On Tuesday, former HHS secretary Kathleen Sebelius sat down with USA Today's Washington Bureau chief Susan Page to discuss the healthcare law, Jonathan Gruber and whether it all was worth it.
Here are five key quotes from the interview.
1. On whether she felt like a scapegoat about HealthCare.gov's launch:
"No. I think that I was a CEO of a big company with an important rollout and HealthCare.gov was something that had been promised to work smoothly, to work like you were buying an airline ticket using your app on your computer and instead it worked like buying an airline ticket on a fax machine."
2. On Americans' understanding of the payer landscape:
"I think one of the things that we have learned with the passage of the law, and certainly with open enrollment in 2014 and will continue into 2015, is a lot of Americans have no idea what insurance is about, and have no idea even if they have coverage what a deductible is, what a co-pay is, how to choose a network. Those are complicated terms. I think the financial literacy of a lot of people, particularly people who did not have insurance overage or whose employers choose their coverage and present it to them, is very low. And that has been a stunning revelation. It's not because anybody hid it from folks, it's that this is a complicated product."
3. On Jonathan Gruber's upcoming testimony on the healthcare law in front of the House:
"Clearly he is not a very articulate with the phrasing he uses. I have no idea what Dr. Gruber is going to say, but frankly I don't really think it's relevant in terms of his personal opinions of what happened. He was not an author of the bill himself. He didn't influence the members of Congress who wrote the legislation. I think he's making some headlines which is unfortunate because he's harming the very product that he helped to push forward."
4. On the opponents and adversaries of the law:
"Every sentence, every syllable, every misstep, every opportunity to have adversaries of this law say 'See, we told you,' is leaped upon. What I find very frustrating is there has never been a time when those saying individuals actually acknowledge the successes."
5. On lessons learned and whether it was worth it:
"The lesson is change is very hard, and I was probably a bit overly optimistic at how quickly people would switch gears and embrace the law. I was really a believer that once the Supreme Court decided, a lot of the fear would die down or once the president was reelected that would end the debate. None of that has happened. I still think that making big bold moves is what moves this country forward and this was an opportunity to do something long overdue. So was it worth the price? You bet."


_ACTIVITY_.
Report every line of the records below that includes the string "ylabel".

===

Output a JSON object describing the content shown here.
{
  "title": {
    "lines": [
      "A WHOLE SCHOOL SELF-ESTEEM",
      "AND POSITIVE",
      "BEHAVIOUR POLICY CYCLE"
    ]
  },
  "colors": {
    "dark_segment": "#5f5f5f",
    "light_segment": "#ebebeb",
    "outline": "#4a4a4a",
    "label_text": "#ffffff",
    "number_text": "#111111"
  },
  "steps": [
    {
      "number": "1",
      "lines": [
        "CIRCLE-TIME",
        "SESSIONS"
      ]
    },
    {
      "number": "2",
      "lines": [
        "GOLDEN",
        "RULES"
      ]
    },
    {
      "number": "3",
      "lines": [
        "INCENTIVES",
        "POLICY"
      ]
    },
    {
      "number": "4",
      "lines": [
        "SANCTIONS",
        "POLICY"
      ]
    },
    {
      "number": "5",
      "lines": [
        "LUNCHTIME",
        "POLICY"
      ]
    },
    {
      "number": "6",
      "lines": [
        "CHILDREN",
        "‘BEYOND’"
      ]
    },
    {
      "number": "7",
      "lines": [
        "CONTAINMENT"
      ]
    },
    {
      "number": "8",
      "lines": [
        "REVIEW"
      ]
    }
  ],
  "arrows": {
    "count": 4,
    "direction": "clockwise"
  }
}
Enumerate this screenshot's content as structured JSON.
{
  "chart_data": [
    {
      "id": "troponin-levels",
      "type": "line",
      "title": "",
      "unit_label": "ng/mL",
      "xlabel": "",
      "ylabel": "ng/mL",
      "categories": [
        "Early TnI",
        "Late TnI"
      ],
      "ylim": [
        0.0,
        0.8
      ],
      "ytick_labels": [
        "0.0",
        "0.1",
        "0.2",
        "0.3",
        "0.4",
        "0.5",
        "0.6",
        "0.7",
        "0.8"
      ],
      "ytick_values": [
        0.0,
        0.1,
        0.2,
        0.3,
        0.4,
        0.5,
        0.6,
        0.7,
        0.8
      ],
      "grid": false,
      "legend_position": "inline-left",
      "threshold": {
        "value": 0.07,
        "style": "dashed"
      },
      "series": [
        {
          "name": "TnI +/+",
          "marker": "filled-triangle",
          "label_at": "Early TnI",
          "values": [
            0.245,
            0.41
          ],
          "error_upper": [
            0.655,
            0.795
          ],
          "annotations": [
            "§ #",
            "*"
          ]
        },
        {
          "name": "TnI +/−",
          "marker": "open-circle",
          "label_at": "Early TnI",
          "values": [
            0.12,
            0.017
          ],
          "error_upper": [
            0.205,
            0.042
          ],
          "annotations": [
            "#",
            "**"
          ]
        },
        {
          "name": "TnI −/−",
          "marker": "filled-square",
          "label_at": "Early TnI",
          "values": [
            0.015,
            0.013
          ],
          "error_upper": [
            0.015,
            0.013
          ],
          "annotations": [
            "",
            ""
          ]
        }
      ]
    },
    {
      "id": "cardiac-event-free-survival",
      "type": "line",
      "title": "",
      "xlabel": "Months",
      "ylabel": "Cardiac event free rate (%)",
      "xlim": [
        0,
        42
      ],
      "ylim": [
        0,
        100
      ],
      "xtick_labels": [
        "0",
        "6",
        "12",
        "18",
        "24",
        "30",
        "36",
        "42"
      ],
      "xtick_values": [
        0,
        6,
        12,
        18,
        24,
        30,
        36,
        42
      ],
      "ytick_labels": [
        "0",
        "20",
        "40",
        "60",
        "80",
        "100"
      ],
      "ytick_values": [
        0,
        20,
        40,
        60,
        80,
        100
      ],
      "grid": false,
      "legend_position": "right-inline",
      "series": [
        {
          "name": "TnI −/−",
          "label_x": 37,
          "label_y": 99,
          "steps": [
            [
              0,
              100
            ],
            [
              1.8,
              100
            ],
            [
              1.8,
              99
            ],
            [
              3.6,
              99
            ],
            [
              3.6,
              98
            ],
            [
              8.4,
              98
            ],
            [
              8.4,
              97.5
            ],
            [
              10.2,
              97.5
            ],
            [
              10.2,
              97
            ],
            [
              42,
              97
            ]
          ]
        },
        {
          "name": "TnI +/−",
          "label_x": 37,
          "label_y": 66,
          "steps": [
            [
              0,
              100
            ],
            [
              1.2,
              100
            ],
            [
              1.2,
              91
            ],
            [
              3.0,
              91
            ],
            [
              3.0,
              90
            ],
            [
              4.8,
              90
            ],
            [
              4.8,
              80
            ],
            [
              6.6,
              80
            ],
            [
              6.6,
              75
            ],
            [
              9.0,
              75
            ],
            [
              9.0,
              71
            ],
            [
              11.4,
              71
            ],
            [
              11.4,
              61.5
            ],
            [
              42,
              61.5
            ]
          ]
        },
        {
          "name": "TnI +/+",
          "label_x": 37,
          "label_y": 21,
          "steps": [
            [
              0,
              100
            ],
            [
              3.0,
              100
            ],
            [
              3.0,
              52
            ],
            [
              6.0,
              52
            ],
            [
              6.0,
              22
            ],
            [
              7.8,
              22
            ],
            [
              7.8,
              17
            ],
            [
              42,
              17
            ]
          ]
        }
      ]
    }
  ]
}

===

_ANSWER FOR THE TASK_.
      "ylabel": "ng/mL",
      "ylabel": "Cardiac event free rate (%)",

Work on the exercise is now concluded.